FocusAgent tackles the challenge of extremely long web observations by applying a lightweight LLM retriever to prune AxTree content according to the task goal. The two-stage pipeline preserves essential planning information while dramatically reducing observation size, enabling efficient and robust web reasoning. Empirical results on WorkArena and WebArena show FocusAgent matching strong baselines with over 50% observation reduction; a security-focused variant also markedly lowers prompt-injection attack success while maintaining attack-free performance. The work highlights targeted LLM-based retrieval as a practical approach for building efficient, effective, and safer web agents, with open-source implementations and clear avenues for further improvements in prompting and attack mitigation.

Abstract

Web agents powered by large language models (LLMs) must process lengthy web page observations to complete user goals; these pages often exceed tens of thousands of tokens. This saturates context limits and increases computational cost processing; moreover, processing full pages exposes agents to security risks such as prompt injection. Existing pruning strategies either discard relevant content or retain irrelevant context, leading to suboptimal action prediction. We introduce FocusAgent, a simple yet effective approach that leverages a lightweight LLM retriever to extract the most relevant lines from accessibility tree (AxTree) observations, guided by task goals. By pruning noisy and irrelevant content, FocusAgent enables efficient reasoning while reducing vulnerability to injection attacks. Experiments on WorkArena and WebArena benchmarks show that FocusAgent matches the performance of strong baselines, while reducing observation size by over 50%. Furthermore, a variant of FocusAgent significantly reduces the success rate of prompt-injection attacks, including banner and pop-up attacks, while maintaining task success performance in attack-free settings. Our results highlight that targeted LLM-based retrieval is a practical and robust strategy for building web agents that are efficient, effective, and secure.

Paper Structure

This paper contains 50 sections, 5 equations, 32 figures, 7 tables.

Figures (32)

  • Figure 1: Overview of FocusAgent pipeline with and without prompt injection attacks.

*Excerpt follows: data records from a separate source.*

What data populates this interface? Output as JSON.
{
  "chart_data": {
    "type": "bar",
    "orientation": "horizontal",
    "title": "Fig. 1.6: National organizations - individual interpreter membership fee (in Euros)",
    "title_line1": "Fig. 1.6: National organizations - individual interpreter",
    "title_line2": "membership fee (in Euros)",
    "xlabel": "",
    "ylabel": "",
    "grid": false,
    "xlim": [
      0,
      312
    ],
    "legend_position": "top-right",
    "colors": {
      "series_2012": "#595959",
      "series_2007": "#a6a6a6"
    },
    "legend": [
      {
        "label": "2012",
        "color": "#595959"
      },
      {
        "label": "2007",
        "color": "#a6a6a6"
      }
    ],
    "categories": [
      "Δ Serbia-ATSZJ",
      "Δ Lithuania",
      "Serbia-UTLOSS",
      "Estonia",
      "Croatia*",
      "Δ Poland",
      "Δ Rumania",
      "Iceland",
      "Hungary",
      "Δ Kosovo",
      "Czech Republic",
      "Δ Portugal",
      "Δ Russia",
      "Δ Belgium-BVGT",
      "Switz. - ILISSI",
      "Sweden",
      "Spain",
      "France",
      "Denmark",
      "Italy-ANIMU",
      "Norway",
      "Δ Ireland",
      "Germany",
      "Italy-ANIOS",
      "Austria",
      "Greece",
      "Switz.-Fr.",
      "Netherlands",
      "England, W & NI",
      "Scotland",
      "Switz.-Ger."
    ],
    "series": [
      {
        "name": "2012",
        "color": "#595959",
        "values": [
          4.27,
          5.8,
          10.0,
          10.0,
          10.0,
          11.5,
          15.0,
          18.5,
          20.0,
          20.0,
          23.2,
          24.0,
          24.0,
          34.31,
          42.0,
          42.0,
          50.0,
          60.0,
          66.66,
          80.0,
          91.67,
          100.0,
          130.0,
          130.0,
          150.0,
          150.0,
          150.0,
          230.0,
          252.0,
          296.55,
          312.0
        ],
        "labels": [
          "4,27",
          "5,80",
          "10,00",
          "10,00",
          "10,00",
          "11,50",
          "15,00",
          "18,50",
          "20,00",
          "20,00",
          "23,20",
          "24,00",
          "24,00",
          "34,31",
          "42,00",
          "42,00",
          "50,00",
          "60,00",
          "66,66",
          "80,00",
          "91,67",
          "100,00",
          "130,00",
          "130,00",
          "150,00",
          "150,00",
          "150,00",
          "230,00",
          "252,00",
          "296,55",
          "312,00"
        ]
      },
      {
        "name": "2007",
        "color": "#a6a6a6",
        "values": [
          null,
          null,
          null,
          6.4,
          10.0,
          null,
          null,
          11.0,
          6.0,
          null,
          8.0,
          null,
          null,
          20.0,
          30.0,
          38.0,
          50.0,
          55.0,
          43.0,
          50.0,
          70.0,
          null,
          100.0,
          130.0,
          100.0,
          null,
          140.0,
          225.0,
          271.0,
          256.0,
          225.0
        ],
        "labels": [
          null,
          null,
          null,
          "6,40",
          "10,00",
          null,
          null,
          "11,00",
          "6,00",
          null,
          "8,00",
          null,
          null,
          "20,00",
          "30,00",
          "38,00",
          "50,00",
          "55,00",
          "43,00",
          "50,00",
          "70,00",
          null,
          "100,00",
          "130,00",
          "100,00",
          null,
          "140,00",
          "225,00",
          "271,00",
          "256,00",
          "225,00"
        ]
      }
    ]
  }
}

The first stage is for retrieving relevant lines from the observation, including removing prompt injections if present. The second stage uses the pruned observation to predict actions to complete the task goal.
  • Figure 1: Success Rates (SR) and Standard Error ($\pm$SE) of agents leveraging different retrieval methods on WorkArena L1 using GPT-4.1 as the backbone model for all agents and GPT-4.1-mini for the retriever of FocusAgent. We report the average pruning (Prun.) the method achieves on the benchmark.
  • Figure 2: Illustration of the operation of FocusAgent’s retrieval component for the task “Upvote the newest post in the deeplearning subreddit” at step 2 on WebArena (task ID 407). The retrieval procedure consists of three stages: (1) line numbers are systematically assigned to each element of the AxTree, after which a prompt is constructed incorporating the task objective and, where applicable, the interaction history; (2) the LLM generates a Chain-of-Thought (CoT) together with the line ranges identified as relevant to task completion; and (3) a revised AxTree is produced by removing irrelevant lines and inserting a placeholder that specifies the number of lines pruned.
  • Figure 3: SR vs average pruning across agents. For cost efficiency, pruning should remove at least 20% of the AxTree tokens while maintaining performance close to using the full tree.
  • Figure 4: Original vs Pruned tokens of AxTrees for FocusAgent(4.1-mini) with GPT-4.1 as backbone on benchmarks. Both figures show the pruning distribution of step-wise AxTrees.